LSM-MS2: A Foundation Model Bridging Spectral Identification and Biological Interpretation
Gabriel Asher, Devesh Shah, Amy A. Caudy, Luke Ferro, Lea Amar, Ana S. H. Costa, Thomas Patton, Niall O'Connor, Jennifer M. Campbell, Jack Geremia
TL;DR
LSM-MS2 introduces a transformer-based foundation model trained on millions of MS/MS spectra to create a semantic space for chemical interpretation. It achieves state-of-the-art spectral identification, notably improving isomer discrimination and maintaining robustness at low concentrations across diverse benchmarks. Beyond retrieval, the learned embeddings enable direct biological interpretation, differentiating disease states and predicting clinical outcomes from limited downstream data. These results suggest substantial practical impact for accelerating metabolomics discovery and translational research with minimal task-specific data.
Abstract
A vast majority of mass spectrometry data remains uncharacterized, leaving much of its biological and chemical information untapped. Recent advances in machine learning have begun to address this gap, particularly for tasks such as spectral identification in tandem mass spectrometry data. Here, we present the latest generation of LSM-MS2, a large-scale deep learning foundation model trained on millions of spectra to learn a semantic chemical space. LSM-MS2 achieves state-of-the-art performance in spectral identification, improving on existing methods by 30% in accuracy of identifying challenging isomeric compounds, yielding 42% more correct identifications in complex biological samples, and maintaining robustness under low-concentration conditions. Furthermore, LSM-MS2 produces rich spectral embeddings that enable direct biological interpretation from minimal downstream data, successfully differentiating disease states and predicting clinical outcomes across diverse translational applications.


* Task instructions *
Scan the records for the string "edge" and copy every line that holds it.

[Opening Available data section]

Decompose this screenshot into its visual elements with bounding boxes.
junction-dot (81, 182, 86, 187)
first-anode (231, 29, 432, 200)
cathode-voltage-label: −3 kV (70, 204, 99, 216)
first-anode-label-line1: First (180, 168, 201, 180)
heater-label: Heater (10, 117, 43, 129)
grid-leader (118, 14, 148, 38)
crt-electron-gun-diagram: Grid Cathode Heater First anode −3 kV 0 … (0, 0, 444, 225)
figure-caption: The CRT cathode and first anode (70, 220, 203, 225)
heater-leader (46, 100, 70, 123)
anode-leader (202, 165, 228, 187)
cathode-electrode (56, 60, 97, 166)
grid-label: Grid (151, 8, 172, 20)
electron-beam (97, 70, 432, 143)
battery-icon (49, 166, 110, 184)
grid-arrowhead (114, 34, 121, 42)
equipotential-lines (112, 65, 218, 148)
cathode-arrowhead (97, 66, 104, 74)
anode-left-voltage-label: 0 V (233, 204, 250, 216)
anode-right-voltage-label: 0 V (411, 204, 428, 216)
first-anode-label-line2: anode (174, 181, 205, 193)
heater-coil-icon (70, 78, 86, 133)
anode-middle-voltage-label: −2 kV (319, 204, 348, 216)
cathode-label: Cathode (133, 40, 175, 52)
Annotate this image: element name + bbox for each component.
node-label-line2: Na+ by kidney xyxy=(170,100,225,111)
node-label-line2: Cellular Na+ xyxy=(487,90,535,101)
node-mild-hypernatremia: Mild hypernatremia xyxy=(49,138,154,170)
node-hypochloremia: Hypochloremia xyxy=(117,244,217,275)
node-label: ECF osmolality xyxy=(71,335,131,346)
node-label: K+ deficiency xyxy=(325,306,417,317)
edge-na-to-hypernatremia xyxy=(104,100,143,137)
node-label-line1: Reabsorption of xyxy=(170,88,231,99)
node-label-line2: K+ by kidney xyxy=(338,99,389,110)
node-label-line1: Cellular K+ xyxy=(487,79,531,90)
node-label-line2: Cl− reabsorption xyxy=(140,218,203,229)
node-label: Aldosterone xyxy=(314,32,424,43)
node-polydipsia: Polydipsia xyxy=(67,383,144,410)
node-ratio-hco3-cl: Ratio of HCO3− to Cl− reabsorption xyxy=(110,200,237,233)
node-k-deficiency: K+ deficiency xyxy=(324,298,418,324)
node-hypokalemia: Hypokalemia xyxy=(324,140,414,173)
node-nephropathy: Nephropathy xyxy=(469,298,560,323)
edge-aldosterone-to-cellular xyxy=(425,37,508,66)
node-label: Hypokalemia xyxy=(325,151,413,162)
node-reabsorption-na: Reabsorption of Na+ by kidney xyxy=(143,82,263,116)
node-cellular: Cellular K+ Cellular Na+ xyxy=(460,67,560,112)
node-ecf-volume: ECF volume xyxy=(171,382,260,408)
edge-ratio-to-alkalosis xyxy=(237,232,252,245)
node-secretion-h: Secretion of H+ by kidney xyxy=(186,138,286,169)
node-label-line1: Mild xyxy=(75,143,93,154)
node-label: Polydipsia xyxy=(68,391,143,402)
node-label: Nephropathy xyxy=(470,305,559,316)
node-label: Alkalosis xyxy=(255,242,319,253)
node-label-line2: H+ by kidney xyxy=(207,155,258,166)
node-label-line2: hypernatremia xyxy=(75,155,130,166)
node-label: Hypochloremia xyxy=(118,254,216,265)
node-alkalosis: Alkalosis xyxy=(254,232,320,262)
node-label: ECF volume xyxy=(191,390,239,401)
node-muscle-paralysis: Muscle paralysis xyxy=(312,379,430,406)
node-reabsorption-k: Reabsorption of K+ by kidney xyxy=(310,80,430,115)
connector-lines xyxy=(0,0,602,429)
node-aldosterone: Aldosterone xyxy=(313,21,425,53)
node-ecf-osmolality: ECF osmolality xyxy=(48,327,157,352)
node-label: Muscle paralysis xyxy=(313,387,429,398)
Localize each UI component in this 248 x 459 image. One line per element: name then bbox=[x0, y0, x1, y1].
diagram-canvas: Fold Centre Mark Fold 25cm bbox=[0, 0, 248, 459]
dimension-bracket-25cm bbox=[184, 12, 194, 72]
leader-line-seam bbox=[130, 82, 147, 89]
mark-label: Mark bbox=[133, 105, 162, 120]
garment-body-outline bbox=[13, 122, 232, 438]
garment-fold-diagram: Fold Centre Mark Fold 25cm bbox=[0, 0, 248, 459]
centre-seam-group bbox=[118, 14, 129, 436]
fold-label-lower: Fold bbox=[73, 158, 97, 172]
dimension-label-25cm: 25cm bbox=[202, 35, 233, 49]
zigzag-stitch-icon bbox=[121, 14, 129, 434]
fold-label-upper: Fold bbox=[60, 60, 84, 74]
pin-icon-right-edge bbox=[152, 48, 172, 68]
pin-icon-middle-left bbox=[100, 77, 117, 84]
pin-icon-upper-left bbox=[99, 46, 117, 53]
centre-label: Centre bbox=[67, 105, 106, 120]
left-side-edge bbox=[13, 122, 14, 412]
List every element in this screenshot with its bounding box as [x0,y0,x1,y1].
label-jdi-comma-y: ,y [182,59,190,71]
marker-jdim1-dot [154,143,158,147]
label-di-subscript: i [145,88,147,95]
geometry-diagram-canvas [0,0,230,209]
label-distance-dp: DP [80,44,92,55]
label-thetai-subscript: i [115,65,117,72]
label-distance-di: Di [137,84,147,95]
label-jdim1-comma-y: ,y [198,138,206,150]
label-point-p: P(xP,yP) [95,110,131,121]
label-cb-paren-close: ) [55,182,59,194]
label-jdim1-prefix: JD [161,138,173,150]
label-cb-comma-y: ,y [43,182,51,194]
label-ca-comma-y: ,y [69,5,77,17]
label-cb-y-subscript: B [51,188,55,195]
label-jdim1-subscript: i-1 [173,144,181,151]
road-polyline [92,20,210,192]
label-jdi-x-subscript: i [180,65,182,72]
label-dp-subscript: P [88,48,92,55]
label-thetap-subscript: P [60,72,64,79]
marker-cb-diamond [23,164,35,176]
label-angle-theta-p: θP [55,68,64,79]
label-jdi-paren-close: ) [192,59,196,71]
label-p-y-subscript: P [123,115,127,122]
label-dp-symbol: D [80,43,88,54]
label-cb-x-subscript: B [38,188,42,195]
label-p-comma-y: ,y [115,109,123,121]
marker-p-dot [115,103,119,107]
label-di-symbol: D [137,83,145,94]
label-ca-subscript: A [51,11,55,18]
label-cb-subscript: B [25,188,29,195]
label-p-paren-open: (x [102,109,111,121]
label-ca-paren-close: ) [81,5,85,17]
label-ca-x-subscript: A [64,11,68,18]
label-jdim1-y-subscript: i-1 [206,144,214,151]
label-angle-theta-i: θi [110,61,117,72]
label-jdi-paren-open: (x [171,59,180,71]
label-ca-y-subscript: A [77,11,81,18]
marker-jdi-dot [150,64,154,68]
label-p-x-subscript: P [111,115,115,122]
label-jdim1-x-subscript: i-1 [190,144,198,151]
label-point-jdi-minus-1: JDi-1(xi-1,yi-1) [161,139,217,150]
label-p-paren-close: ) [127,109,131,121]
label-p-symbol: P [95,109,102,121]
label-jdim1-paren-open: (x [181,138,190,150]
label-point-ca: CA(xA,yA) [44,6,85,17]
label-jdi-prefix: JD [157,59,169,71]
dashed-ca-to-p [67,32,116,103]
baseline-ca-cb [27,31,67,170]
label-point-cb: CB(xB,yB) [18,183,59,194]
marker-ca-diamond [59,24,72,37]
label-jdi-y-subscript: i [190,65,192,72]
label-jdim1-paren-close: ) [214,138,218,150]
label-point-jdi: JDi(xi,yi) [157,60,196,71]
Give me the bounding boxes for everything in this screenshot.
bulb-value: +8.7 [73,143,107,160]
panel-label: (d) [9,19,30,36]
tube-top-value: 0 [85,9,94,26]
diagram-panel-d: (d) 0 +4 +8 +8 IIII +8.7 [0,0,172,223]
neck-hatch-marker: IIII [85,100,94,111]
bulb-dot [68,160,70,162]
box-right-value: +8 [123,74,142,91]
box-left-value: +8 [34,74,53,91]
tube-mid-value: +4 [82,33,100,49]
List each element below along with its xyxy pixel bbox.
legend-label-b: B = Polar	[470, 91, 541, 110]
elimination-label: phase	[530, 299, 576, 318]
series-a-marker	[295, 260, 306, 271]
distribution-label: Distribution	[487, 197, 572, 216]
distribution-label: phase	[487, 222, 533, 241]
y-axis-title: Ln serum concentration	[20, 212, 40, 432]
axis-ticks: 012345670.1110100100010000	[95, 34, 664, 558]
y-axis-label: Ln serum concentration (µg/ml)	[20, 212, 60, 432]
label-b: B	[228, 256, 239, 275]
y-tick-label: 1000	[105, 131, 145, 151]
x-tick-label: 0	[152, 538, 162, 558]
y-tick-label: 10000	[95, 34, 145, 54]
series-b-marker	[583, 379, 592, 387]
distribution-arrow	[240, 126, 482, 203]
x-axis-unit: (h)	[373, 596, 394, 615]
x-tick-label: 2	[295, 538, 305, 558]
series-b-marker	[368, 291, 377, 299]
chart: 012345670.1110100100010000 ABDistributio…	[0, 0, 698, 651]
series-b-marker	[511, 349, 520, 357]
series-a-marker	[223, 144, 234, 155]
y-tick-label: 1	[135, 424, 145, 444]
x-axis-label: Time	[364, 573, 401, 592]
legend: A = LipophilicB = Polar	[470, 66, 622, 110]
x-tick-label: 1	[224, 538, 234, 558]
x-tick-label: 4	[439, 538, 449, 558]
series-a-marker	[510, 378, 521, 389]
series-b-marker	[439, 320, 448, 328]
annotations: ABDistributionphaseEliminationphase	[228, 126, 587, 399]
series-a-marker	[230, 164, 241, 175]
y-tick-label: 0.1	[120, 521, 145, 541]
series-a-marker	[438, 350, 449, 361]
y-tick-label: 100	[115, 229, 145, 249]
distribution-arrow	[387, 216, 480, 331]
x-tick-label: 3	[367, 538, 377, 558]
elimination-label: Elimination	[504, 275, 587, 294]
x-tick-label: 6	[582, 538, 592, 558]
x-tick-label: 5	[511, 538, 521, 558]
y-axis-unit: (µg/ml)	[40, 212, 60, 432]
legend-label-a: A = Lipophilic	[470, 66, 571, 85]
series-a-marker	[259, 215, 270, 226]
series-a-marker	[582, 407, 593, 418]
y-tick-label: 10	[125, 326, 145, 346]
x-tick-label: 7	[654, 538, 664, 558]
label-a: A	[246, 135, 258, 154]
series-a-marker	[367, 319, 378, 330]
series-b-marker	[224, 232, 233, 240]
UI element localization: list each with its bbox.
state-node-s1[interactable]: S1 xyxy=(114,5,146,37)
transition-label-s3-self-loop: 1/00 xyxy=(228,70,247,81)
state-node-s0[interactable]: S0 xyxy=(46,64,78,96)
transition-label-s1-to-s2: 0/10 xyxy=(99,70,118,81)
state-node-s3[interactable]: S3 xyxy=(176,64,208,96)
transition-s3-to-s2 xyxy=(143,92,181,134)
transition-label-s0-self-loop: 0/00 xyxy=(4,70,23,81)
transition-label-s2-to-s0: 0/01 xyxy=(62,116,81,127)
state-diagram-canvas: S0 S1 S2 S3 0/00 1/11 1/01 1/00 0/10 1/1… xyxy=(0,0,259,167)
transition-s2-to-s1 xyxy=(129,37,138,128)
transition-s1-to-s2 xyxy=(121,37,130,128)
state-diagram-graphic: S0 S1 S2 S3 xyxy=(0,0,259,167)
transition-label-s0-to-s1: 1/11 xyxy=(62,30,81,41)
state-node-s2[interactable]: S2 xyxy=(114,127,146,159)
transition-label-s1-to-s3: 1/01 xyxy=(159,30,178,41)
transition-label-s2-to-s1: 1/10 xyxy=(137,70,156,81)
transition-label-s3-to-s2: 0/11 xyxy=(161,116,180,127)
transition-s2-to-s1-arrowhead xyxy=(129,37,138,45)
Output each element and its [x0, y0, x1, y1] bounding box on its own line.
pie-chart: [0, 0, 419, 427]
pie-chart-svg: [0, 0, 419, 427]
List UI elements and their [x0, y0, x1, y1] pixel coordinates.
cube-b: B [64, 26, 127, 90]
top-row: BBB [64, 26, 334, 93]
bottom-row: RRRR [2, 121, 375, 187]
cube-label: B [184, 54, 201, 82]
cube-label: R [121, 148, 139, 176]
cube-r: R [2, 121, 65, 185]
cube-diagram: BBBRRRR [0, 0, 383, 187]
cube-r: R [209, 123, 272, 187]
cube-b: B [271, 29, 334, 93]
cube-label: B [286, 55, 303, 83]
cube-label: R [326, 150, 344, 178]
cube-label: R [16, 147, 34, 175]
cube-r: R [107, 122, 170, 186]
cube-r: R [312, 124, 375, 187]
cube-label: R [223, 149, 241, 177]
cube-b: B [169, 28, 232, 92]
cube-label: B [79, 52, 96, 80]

[Closing Available data section]

* Response for this exercise *
edge-na-to-hypernatremia xyxy=(104,100,143,137)
edge-aldosterone-to-cellular xyxy=(425,37,508,66)
edge-ratio-to-alkalosis xyxy=(237,232,252,245)
pin-icon-right-edge bbox=[152, 48, 172, 68]
left-side-edge bbox=[13, 122, 14, 412]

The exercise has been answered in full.